September 27th
7pm
From Carlos Fonseca comes a dazzling novel about legacy, memory, and the desire to know and be known.
Julio is a disillusioned professor of literature, a perpetual wanderer who has spent years away from his home, teaching in the United States. He receives a posthumous summons from an old friend, the writer Aliza Abravanel, to uncover the mysteries within her final novel. Aliza had raced to finish her work as her mind deteriorated. In her manuscript is a series of interconnected accounts of loss, tales that set Julio hurtling on a journey to uncover their true meaning. Austral tracks Julio’s trip from Aliza’s home in an Argentine artists’ colony to a forgotten city in Guatemala, to the Peruvian Amazon, and through Nueva Germania, the antisemitic commune in Paraguay founded by Elisabeth Förster-Nietzsche.
A story of mourning and return—to one’s native country, to one’s darkest memories, to oneself—Carlos Fonseca’s Austral interrogates the obsessions and upheavals faced by survivors of a rapidly globalizing world. A treasure map of intertwined experiences, each cleaving its own path through time, the novel is a fascinating investigation into the disappearance of culture and memory and a charting of the furthest limits of what language can do. With this remarkable exploration of the traces we leave behind, those we erase, and how we seek to rebuild, Carlos Fonseca confirms his status as one of the most powerful voices in contemporary Latin American literature.

Carlos Fonseca was born in Costa Rica in 1987, brought up in Puerto Rico and studied in the USA. He was selected by the Hay Festival as part of the Bogotá 39 group (2016), by Granta magazine as one of its list of the twenty-five best young Spanish-language writers (2021) and by Encyclopaedia Britannica as one of the twenty most promising writers in the world for their ‘Young Shapers of the Future’ (2022). His previous novels are Colonel Lágrimas and Natural History, both translated by Megan McDowell. His work has been translated into more than ten languages. He is a lecturer at Cambridge University, where he is a fellow of Trinity College.

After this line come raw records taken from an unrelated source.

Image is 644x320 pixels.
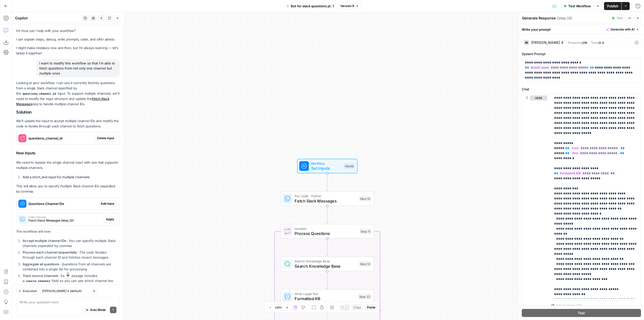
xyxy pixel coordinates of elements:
div: IterationProcess QuestionsStep 11 [281,224,374,239]
span: Fetch Slack Messages (step_10) [28,218,101,223]
span: Set Inputs [311,166,341,171]
div: Write Liquid TextFormatted KBStep 22 [281,289,374,304]
p: I can explain steps, debug, write prompts, code, and offer advice. [16,37,119,42]
div: Step 22 [358,294,372,300]
span: Write Liquid Text [295,292,356,296]
button: Test Workflow [561,2,594,10]
g: Edge from step_11 to step_12 [327,239,328,257]
span: Copy [354,305,361,310]
div: user [522,93,547,311]
span: Fetch Slack Messages [295,198,356,204]
textarea: Generate Response [522,15,556,21]
span: Process Questions [295,230,357,237]
p: The workflow will now: [16,229,119,234]
strong: Add a short_text input for multiple channels [23,175,90,179]
button: Bot for slack questions pt. 1 [283,2,337,10]
code: questions_channel_id [21,93,58,95]
button: Add Input [99,200,117,207]
button: Test [522,310,641,317]
div: Step 12 [359,262,372,267]
button: Version 9 [338,3,361,9]
span: Bot for slack questions pt. 1 [291,3,334,8]
span: Temp [591,41,600,45]
button: Paste [365,305,377,311]
g: Edge from start to step_10 [327,173,328,191]
li: - You can specify multiple Slack channels separated by commas [22,239,119,248]
button: Generate with AI [604,26,641,33]
div: Write your prompt [519,24,644,35]
div: I want to modify this workflow so that I'm able to fetch questions from not only one channel but ... [36,59,119,77]
span: | [588,40,591,45]
span: Workflow [311,161,341,166]
span: Streaming [568,41,583,45]
span: Test Workflow [568,3,591,8]
span: ON [583,41,588,45]
h3: New Inputs [16,150,119,157]
strong: Accept multiple channel IDs [23,239,66,243]
span: ( step_13 ) [557,15,572,21]
span: Code Changes [28,216,101,218]
span: Execution [23,289,37,294]
span: Search Knowledge Base [295,259,356,264]
button: Apply [104,216,117,223]
span: Formatted KB [295,296,356,302]
div: Step 11 [359,229,372,234]
div: [PERSON_NAME] 4 [531,41,563,45]
p: I might make mistakes now and then, but I’m always learning — let’s tackle it together! [16,45,119,56]
span: Questions Channel IDs [28,201,97,207]
p: We need to replace the single channel input with one that supports multiple channels. [16,160,119,170]
span: Delete Input [97,136,114,141]
p: Looking at your workflow, I can see it currently fetches questions from a single Slack channel sp... [16,81,119,107]
span: | [565,40,568,45]
strong: Track source channels [23,274,58,278]
span: Apply [106,217,114,222]
div: Copilot [15,15,81,21]
div: Step 10 [359,196,372,202]
span: Test [617,16,623,20]
span: 0.4 [600,41,604,45]
span: questions_channel_id [28,136,93,141]
div: Inputs [344,163,355,169]
li: - Questions from all channels are combined into a single list for processing [22,262,119,272]
button: Publish [604,2,622,10]
input: Claude Sonnet 4 (default) [42,289,90,294]
span: Version 9 [340,3,354,8]
g: Edge from step_12 to step_22 [327,271,328,289]
span: Run Code · Python [295,194,356,198]
button: Copy [352,305,363,311]
button: Auto Mode [83,307,108,314]
li: - Each message includes a field so you can see which channel the question came from [22,273,119,289]
span: Paste [368,305,376,310]
span: Iteration [295,226,357,231]
p: This will allow you to specify multiple Slack channel IDs separated by commas. [16,184,119,194]
label: System Prompt [522,51,641,56]
span: Auto Mode [90,308,106,312]
h2: Solution [16,110,119,115]
button: Execution [16,288,40,295]
div: WorkflowSet InputsInputs [281,159,374,174]
button: Delete Input [95,135,117,142]
span: Add Input [101,202,114,206]
button: user [530,95,547,101]
div: Run Code · PythonFetch Slack MessagesStep 10 [281,191,374,206]
p: Hi! How can I help with your workflow? [16,29,119,33]
label: Chat [522,87,641,92]
span: Publish [607,3,618,8]
strong: Process each channel sequentially [23,250,76,255]
span: Search Knowledge Base [295,264,356,269]
span: Generate with AI [611,27,635,32]
strong: Aggregate all questions [23,262,59,266]
g: Edge from step_10 to step_11 [327,206,328,224]
p: We'll update the input to accept multiple channel IDs and modify the code to iterate through each... [16,118,119,129]
span: 120% [275,305,282,310]
div: Search Knowledge BaseSearch Knowledge BaseStep 12 [281,257,374,272]
span: Test [578,311,585,316]
code: source_channel [24,280,52,283]
button: Test [610,15,625,22]
li: - The code iterates through each channel ID and fetches recent messages [22,250,119,260]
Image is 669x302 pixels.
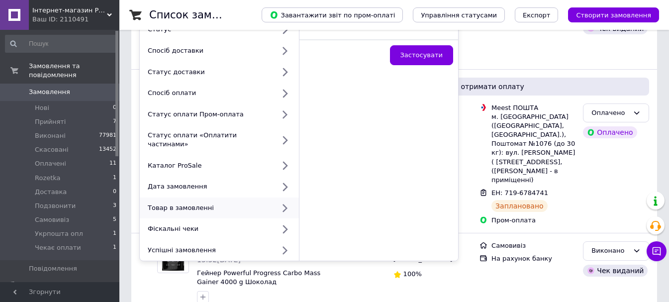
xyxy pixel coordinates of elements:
[523,11,550,19] span: Експорт
[515,7,558,22] button: Експорт
[144,246,274,255] div: Успішні замовлення
[35,201,76,210] span: Подзвонити
[491,189,548,196] span: ЕН: 719-6784741
[491,216,575,225] div: Пром-оплата
[400,51,442,59] span: Застосувати
[149,9,250,21] h1: Список замовлень
[403,270,422,277] span: 100%
[35,131,66,140] span: Виконані
[144,46,274,55] div: Спосіб доставки
[5,35,117,53] input: Пошук
[29,281,92,290] span: Товари та послуги
[591,246,628,256] div: Виконано
[109,159,116,168] span: 11
[583,264,647,276] div: Чек виданий
[35,159,66,168] span: Оплачені
[35,229,83,238] span: Укрпошта опл
[29,88,70,96] span: Замовлення
[99,145,116,154] span: 13452
[113,215,116,224] span: 5
[35,103,49,112] span: Нові
[583,126,636,138] div: Оплачено
[113,187,116,196] span: 0
[144,203,274,212] div: Товар в замовленні
[393,255,452,263] span: [PHONE_NUMBER]
[29,264,77,273] span: Повідомлення
[113,201,116,210] span: 3
[113,117,116,126] span: 7
[197,256,241,264] span: 15:52[DATE]
[491,241,575,250] div: Самовивіз
[144,88,274,97] div: Спосіб оплати
[328,255,346,263] span: 2 шт.
[32,15,119,24] div: Ваш ID: 2110491
[144,110,274,119] div: Статус оплати Пром-оплата
[413,7,505,22] button: Управління статусами
[558,11,659,18] a: Створити замовлення
[144,224,274,233] div: Фіскальні чеки
[144,68,274,77] div: Статус доставки
[35,215,69,224] span: Самовивіз
[491,103,575,112] div: Meest ПОШТА
[29,62,119,80] span: Замовлення та повідомлення
[568,7,659,22] button: Створити замовлення
[113,229,116,238] span: 1
[491,112,575,185] div: м. [GEOGRAPHIC_DATA] ([GEOGRAPHIC_DATA], [GEOGRAPHIC_DATA].), Поштомат №1076 (до 30 кг): вул. [PE...
[99,131,116,140] span: 77981
[421,11,497,19] span: Управління статусами
[35,187,67,196] span: Доставка
[197,269,320,286] a: Гейнер Powerful Progress Carbo Mass Gainer 4000 g Шоколад
[491,254,575,263] div: На рахунок банку
[35,145,69,154] span: Скасовані
[113,174,116,182] span: 1
[144,131,274,149] div: Статус оплати «Оплатити частинами»
[35,174,61,182] span: Rozetka
[269,10,395,19] span: Завантажити звіт по пром-оплаті
[262,7,403,22] button: Завантажити звіт по пром-оплаті
[576,11,651,19] span: Створити замовлення
[144,182,274,191] div: Дата замовлення
[35,117,66,126] span: Прийняті
[591,108,628,118] div: Оплачено
[113,103,116,112] span: 0
[35,243,81,252] span: Чекає оплати
[113,243,116,252] span: 1
[491,200,547,212] div: Заплановано
[390,45,453,65] button: Застосувати
[144,161,274,170] div: Каталог ProSale
[32,6,107,15] span: Інтернет-магазин Proteininlviv
[646,241,666,261] button: Чат з покупцем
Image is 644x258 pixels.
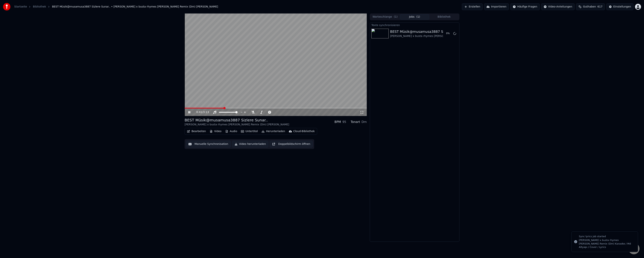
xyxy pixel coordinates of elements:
[400,14,429,19] button: Jobs
[484,4,509,10] button: Importieren
[52,5,218,9] span: BEST Müsik@musamusa3887 Sizlere Sunar.. • [PERSON_NAME] x busta rhymes [PERSON_NAME] Remix (Dm) [...
[260,129,286,134] button: Herunterladen
[576,4,605,10] button: Guthaben617
[579,234,635,239] div: Sync lyrics job started
[185,129,207,134] button: Bearbeiten
[583,5,596,9] span: Guthaben
[208,129,223,134] button: Video
[390,34,495,38] div: [PERSON_NAME] x busta rhymes [PERSON_NAME] Remix (Dm) [PERSON_NAME]
[14,5,27,9] a: Startseite
[361,120,367,124] div: Dm
[269,141,313,148] button: Doppelbildschirm öffnen
[510,4,539,10] button: Häufige Fragen
[429,14,459,19] button: Bibliothek
[350,120,360,124] div: Tonart
[186,141,231,148] button: Manuelle Synchronisation
[579,239,635,249] div: [PERSON_NAME] x busta rhymes [PERSON_NAME] Remix (Dm) Karaoke / Md Altyapı / Cover / Lyrics
[203,110,209,114] span: 3:13
[184,117,289,123] div: BEST Müsik@musamusa3887 Sizlere Sunar..
[14,5,218,9] nav: breadcrumb
[184,123,289,127] div: [PERSON_NAME] x busta rhymes [PERSON_NAME] Remix (Dm) [PERSON_NAME]
[394,15,398,19] span: ( 1 )
[335,120,341,124] div: BPM
[224,129,239,134] button: Audio
[342,120,346,124] div: 95
[3,3,10,10] img: youka
[293,129,315,133] div: Cloud-Bibliothek
[606,4,633,10] button: Einstellungen
[33,5,46,9] a: Bibliothek
[462,4,483,10] button: Erstellen
[597,5,603,9] span: 617
[613,5,631,9] div: Einstellungen
[370,14,400,19] button: Warteschlange
[417,15,420,19] span: ( 1 )
[390,29,495,34] div: BEST Müsik@musamusa3887 Sizlere Sunar..
[196,110,205,114] div: /
[446,32,452,35] div: 0 %
[370,23,459,27] div: Texte synchronisieren
[232,141,268,148] button: Video herunterladen
[239,129,259,134] button: Untertitel
[196,110,202,114] span: 0:41
[541,4,575,10] button: Video-Anleitungen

Daniel Saldaña París is the author of three novels—Among Strange Victims, Ramifications, and The Dance and the Fire—and a collection of personal essays, Melting Myself. His work has been translated into several languages, and he has been included in Bogota39, a list of the Best Latin American Writers Under 40. The recipient of fellowships and residencies from the Banff Center for the Arts, the Latin American Art Museum of Buenos Aires, Art Omi, and MacDowell, he has been awarded the Eccles Center & Hay Festival Writers Award in the U.K. His latest novel was a finalist for the Herralde Prize in 2021, and in 2022 he was a Cullman Center Fellow at the NYPL.
Ben Brooks came to MCD/FSG after six years teaching and working between Colombia and Brazil. A Fulbright Scholar, writer and editor, his fiction, reviews, and translations have been published in English and Portuguese, and is a regular contributor to GAYLETTER, where he covers books and culture.